As this edition of the World Sikh News has brought out on various pages, young Sikhs are pulling out all stops, marshalling technology, mastering new mediums, and cracking new codes to ensure that the world at large gets to know who the Sikhs are.

In Dallas, young university students are banding together in groups and visiting other campuses, working with the authorities and trying to spread the message about the universal values of Sikhism.

A young Angad Singh is getting behind and in front of the camera speaking through the audio-visual medium and taking the message where our preachers normally do not reach.

In Punjab, enthusiastic Sikhs carried out a massive blood donation camp, setting world records and sending a message that Sikhism does not believe in creed, caste or race.

Amid all these developments, Sikhs continue to face a rather queer problem. A man accused by India's top sleuthing agency CBI of being a rapist and a murderer is finding much support from the rulers and is belittling the Sikhs every day. If the CBI found him a prime accused, it did not do so because the Sikhs asked it to. It was India's Supreme Court which had ordered the CBI to investigate the multiple murders, and it was the Supreme Court that supervised the entire investigation after being convinced that the accused was getting political backing.

This man who calls himself Gurmit Ram Rahim does attract a lot of Dalit followers, does run huge deras and a lot of jobs and lives are dependent on the way he runs his establishment. This man has gone the extra mile in enraging the Sikhs. He imitated the tenth Sikh Guru, carried out provocative imitation ceremonies and managed to raise the Sikh ire. He preaches violence, his followers often get violent, and many a clash has already happened between enraged Sikhs and dera followers.

Once violence gets inducted into the body polity, it acquires a login of its own, and it is a situation that the rulers and those at the helm of affairs should have been careful about. Issues of religion and provocative challenges to faith are sensitive issues, and the distance between emotional outbursts and blood spilling on the roads is often very thin.

Gurmit Ram Rahim is doing all he can to confuse the message of Sikhism, he misuses Gurbani, poses as a Guru, draws parallels with Sikh Gurus, uses Sikh idiom, rituals etc. Had he abandoned such an idiom, stopped referring to Sikh Gurus, stop misusing Gurbani, and stop copycat use of Sikh rites and rituals, Sikhs would have had little trouble with his ilk. He can mess up his own and others' lives if people are so willing. But what he has succeeded in accomplishing is to create a rift between the Sikhs and Dalits. Gullible followers see him as a saviour, many because of the fact that the caste-riven Sikh society has failed to engage with the debate on inclusiveness.
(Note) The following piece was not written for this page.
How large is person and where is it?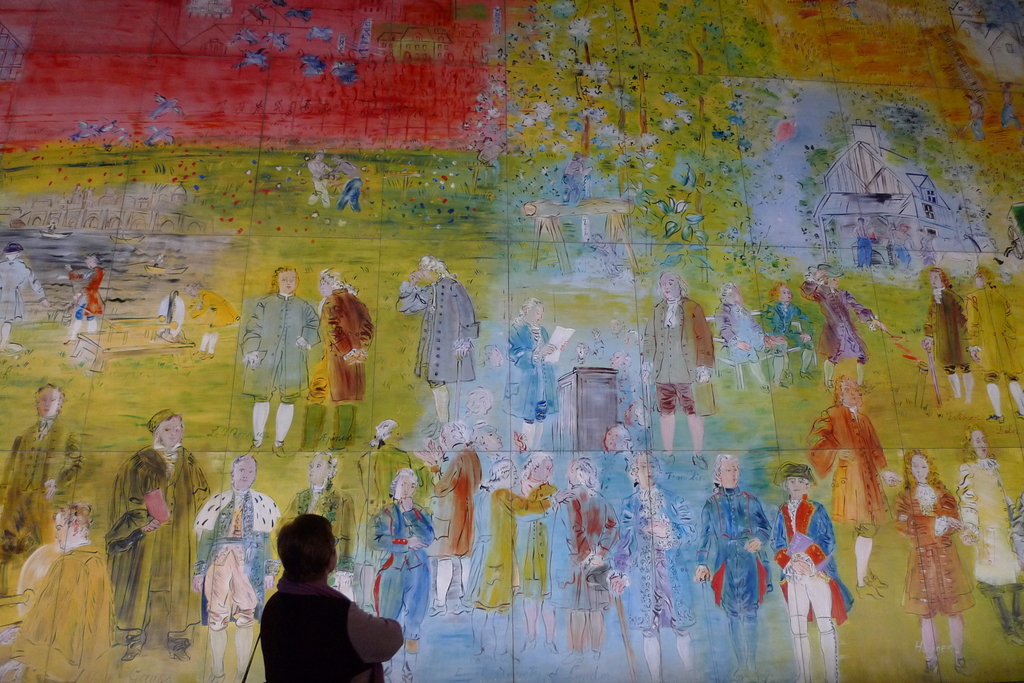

Some enthusiastic Sikh leaders, unable to swallow the persistent insults being heaped upon the Sikh community by the Sirsa dera, have been mulling of ways to implement the hukumnama of Sri Akal Takht to shut down these shops spewing venom, but now with elections around the corner and family interests of top leaders of the ruling Akali Dal impacting their stance, the fight against such deras has become all the more difficult.

There is clearly pressure on the clergy, and we will see more such shifting stances. As the fight remains on to get the edict implemented, it is time to join the fight began by Angad Singh and the young Sikh students in Dallas. It is time to return to the core Sikh values and engaged with great ideals of inclusiveness. It is time to dump caste and make Sikh community truly casteless. That will be the real answer to the many Gurmit Rams lurking around.